__EXERCISE PROMPT__: Look through the listing below and report the lines that have the word "Where" in them.

__DATASET ENTRIES__:
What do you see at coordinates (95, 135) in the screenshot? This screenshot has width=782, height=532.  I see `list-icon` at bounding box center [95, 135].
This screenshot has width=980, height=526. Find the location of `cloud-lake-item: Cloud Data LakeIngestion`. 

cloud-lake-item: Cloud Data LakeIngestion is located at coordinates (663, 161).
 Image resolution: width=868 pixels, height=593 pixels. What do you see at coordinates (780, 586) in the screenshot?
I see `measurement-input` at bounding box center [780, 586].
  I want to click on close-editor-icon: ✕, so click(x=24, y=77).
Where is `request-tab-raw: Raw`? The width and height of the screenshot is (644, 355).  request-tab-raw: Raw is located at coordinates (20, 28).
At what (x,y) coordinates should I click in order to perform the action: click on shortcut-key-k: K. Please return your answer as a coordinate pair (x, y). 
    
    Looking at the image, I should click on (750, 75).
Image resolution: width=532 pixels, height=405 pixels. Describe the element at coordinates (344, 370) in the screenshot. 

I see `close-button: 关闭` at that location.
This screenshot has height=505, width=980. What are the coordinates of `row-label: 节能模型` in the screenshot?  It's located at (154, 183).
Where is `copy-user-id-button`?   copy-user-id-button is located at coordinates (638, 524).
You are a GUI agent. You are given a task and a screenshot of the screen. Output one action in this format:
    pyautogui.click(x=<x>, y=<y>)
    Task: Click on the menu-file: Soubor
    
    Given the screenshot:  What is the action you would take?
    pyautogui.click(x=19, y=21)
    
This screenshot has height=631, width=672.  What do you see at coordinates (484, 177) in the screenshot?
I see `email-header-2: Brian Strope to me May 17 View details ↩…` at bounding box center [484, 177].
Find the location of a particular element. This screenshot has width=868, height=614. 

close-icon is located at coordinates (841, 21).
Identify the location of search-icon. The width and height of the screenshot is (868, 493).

__ANSWER__:
Where is `request-tab-raw: Raw`? The width and height of the screenshot is (644, 355).  request-tab-raw: Raw is located at coordinates (20, 28).
Where is `copy-user-id-button`?   copy-user-id-button is located at coordinates (638, 524).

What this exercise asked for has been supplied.